Withdrawal and Population Movements
See also: Chanak CrisisThe French forces withdrew from the occupation zone in the first days of 1922, about ten months before the Armistice of Mudanya. Beginning on 3 January, French troops evacuated Mersin and Dörtyol. On 5 January they left Adana, Ceyhan and Tarsus. The evacuation was completed on 7 January with the last troops leaving Osmaniye.
In the early stages of the Greco-Turkish War, French and Greek troops jointly crossed the Meriç River and occupied the town of Uzunköprü in eastern Thrace and the railway route from there to the station of Hadımköy near Çatalca on the outskirts of Constantinople. In September 1922, at the end of that war, during the Greek pull-out after the advance of Turkish revolutionaries, French forces withdrew from their positions near the Dardanelles, but the British seemed prepared to hold their ground. The British government issued a request for military support from its colonies. This was refused, and the French leaving the British on the straits signaled that the Allies were unwilling to intervene in aid of Greece. Greek troops and the French withdrew beyond the Meriç River.
Read more about this topic: Franco-Turkish War
Famous quotes containing the words withdrawal, population and/or movements:
“A bizarre sensation pervades a relationship of pretense. No truth seems true. A simple mornings greeting and response appear loaded with innuendo and fraught with implications.... Each nicety becomes more sterile and each withdrawal more permanent.”
—Maya Angelou (b. 1928)
“This was the Eastham famous of late years for its camp- meetings, held in a grove near by, to which thousands flock from all parts of the Bay. We conjectured that the reason for the perhaps unusual, if not unhealthful development of the religious sentiment here, was the fact that a large portion of the population are women whose husbands and sons are either abroad on the sea, or else drowned, and there is nobody but they and the ministers left behind.”
—Henry David Thoreau (18171862)
“To write well, to have style ... is to paint. The master faculty of style is therefore the visual memory. If a writer does not see what he describescountrysides and figures, movements and gestureshow could he have a style, that is originality?”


— Task directions —
Which lines below contain "health"? Pull them out.

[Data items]
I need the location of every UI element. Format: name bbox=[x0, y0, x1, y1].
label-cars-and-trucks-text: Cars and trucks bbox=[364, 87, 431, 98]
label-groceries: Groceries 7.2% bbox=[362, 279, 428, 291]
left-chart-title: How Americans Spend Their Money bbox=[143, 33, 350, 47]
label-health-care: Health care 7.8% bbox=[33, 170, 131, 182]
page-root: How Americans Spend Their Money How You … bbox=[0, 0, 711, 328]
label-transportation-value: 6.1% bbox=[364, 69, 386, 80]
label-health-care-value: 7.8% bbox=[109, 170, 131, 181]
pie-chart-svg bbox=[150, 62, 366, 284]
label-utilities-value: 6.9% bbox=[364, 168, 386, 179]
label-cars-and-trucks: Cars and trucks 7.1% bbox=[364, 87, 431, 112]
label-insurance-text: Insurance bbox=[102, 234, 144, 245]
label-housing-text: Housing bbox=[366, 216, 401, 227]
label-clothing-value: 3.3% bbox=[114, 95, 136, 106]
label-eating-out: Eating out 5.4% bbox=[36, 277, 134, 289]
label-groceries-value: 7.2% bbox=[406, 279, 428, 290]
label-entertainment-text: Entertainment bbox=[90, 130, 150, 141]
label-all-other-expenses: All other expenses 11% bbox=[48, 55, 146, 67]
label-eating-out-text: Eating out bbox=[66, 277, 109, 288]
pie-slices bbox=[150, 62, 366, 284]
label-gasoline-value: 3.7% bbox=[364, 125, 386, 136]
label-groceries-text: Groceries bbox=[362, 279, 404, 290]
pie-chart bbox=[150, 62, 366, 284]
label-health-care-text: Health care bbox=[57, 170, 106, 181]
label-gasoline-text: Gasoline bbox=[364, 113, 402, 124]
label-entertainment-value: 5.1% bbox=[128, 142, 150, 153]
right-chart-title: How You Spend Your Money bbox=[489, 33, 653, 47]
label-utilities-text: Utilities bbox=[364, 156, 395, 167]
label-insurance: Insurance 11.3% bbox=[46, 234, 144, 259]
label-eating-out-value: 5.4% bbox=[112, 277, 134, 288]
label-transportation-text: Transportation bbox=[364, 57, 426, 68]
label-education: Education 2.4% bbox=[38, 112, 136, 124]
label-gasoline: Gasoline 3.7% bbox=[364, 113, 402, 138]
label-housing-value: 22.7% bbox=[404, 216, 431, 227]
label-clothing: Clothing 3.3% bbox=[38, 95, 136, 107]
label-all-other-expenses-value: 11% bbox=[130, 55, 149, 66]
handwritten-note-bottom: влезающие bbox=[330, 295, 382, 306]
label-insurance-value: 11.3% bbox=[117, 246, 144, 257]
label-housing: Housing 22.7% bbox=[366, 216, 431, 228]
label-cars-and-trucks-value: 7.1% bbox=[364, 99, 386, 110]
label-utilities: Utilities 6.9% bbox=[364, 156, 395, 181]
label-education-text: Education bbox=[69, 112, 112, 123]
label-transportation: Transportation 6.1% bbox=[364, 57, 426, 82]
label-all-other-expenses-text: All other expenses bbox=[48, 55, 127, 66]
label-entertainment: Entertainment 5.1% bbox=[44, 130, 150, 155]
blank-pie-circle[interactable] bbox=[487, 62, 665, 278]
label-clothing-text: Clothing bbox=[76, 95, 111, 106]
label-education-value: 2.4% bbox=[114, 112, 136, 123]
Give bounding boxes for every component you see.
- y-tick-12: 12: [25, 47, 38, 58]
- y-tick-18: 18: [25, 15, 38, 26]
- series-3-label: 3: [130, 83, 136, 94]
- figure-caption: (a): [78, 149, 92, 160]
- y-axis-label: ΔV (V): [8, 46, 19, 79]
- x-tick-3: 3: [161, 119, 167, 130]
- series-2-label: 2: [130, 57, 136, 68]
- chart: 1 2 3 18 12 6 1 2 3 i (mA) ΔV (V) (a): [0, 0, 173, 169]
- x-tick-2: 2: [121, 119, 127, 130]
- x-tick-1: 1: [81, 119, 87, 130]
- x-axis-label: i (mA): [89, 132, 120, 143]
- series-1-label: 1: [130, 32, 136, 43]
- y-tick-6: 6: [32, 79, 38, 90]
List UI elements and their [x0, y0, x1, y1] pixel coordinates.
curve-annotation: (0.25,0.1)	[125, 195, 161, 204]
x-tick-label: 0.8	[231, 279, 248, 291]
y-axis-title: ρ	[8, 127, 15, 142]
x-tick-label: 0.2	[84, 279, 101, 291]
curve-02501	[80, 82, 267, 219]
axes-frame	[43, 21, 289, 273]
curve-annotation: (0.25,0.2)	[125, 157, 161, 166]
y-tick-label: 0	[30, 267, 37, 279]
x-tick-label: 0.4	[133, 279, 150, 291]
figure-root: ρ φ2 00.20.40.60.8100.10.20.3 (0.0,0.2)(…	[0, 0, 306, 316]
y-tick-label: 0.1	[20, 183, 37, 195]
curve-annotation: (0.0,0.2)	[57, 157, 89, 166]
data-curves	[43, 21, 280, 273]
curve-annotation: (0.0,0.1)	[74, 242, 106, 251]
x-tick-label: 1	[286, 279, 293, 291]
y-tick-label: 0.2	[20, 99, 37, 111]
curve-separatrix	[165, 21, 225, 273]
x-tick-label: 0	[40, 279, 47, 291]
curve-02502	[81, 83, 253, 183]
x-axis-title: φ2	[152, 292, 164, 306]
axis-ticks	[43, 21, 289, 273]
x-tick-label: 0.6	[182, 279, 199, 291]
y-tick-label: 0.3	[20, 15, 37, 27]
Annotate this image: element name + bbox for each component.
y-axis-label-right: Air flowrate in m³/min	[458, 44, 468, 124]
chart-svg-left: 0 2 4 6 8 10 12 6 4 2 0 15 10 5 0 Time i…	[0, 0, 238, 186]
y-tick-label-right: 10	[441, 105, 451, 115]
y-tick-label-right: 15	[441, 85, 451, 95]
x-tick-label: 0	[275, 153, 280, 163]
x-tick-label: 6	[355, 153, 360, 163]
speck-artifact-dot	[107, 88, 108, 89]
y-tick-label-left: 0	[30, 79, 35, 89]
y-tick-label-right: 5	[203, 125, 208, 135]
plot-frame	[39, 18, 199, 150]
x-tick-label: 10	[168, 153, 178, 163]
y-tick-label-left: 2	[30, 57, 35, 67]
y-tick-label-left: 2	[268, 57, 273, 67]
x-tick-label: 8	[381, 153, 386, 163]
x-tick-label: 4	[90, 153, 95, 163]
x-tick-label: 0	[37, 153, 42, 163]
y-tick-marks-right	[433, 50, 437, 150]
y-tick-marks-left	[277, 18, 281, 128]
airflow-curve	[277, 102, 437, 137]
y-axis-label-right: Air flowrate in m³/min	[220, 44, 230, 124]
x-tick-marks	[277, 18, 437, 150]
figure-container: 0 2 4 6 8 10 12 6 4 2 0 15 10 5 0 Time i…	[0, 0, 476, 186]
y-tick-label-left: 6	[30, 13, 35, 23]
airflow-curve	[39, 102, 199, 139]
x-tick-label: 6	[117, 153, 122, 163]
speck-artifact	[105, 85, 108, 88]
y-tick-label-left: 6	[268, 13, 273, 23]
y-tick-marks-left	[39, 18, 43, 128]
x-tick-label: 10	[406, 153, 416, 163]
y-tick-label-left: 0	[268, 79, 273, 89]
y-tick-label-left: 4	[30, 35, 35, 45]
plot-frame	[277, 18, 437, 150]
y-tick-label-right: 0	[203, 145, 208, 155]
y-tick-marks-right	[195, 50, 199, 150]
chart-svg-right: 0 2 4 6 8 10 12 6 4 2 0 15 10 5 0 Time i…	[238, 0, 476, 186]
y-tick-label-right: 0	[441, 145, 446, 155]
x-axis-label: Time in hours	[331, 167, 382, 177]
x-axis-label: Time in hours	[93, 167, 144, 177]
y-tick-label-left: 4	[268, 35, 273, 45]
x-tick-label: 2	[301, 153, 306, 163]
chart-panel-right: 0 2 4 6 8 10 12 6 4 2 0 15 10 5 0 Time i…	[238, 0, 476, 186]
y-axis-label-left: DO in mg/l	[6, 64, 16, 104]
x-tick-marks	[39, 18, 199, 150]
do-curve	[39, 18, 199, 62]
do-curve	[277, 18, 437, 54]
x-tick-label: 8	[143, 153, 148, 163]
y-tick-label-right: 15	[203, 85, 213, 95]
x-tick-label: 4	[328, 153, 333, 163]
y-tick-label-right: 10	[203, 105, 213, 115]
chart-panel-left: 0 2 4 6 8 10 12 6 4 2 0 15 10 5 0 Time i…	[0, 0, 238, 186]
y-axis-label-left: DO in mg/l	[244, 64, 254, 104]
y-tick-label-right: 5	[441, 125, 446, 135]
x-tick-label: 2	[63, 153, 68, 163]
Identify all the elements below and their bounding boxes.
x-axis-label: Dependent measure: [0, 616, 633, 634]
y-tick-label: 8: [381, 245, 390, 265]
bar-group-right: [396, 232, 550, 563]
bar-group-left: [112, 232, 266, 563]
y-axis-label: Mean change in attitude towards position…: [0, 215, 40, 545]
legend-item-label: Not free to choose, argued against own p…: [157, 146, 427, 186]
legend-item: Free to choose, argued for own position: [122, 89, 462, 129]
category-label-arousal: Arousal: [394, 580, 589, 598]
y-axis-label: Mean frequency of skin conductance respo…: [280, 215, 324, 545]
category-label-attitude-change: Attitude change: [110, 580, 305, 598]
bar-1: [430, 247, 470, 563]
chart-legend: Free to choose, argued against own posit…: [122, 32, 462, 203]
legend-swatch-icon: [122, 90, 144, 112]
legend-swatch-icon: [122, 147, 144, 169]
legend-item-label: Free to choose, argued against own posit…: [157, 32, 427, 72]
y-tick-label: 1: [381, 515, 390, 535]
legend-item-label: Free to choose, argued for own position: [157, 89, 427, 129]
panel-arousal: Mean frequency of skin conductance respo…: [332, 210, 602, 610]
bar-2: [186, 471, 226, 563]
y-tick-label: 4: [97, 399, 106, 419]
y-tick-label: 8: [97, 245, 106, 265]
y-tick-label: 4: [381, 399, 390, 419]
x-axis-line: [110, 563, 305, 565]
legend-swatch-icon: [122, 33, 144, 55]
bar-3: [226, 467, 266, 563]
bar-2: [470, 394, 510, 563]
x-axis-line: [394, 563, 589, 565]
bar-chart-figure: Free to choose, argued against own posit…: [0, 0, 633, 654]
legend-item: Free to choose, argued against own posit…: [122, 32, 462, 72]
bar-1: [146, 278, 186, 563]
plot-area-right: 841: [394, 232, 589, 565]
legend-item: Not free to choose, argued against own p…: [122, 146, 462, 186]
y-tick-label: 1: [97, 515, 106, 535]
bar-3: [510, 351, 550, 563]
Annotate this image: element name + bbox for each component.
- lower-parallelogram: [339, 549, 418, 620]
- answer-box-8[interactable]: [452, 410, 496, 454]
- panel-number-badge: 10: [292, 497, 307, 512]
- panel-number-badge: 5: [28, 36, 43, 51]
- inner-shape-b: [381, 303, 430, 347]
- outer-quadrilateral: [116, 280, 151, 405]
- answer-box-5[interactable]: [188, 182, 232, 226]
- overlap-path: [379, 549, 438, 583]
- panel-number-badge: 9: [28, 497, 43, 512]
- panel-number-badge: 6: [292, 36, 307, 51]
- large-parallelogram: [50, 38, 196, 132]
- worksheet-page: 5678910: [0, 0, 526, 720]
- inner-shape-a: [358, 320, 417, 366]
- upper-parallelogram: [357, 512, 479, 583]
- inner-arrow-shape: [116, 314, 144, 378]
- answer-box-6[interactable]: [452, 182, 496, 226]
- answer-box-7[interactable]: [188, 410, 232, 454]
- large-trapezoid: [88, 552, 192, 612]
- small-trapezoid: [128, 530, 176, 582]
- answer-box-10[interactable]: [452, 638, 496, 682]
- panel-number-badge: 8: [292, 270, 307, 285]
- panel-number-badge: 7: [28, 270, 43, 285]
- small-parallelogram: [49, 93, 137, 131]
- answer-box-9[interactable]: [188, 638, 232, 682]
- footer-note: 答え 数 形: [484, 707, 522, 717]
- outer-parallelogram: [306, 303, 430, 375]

— Reply to the exercise —
label-health-care: Health care 7.8% bbox=[33, 170, 131, 182]
label-health-care-value: 7.8% bbox=[109, 170, 131, 181]
label-health-care-text: Health care bbox=[57, 170, 106, 181]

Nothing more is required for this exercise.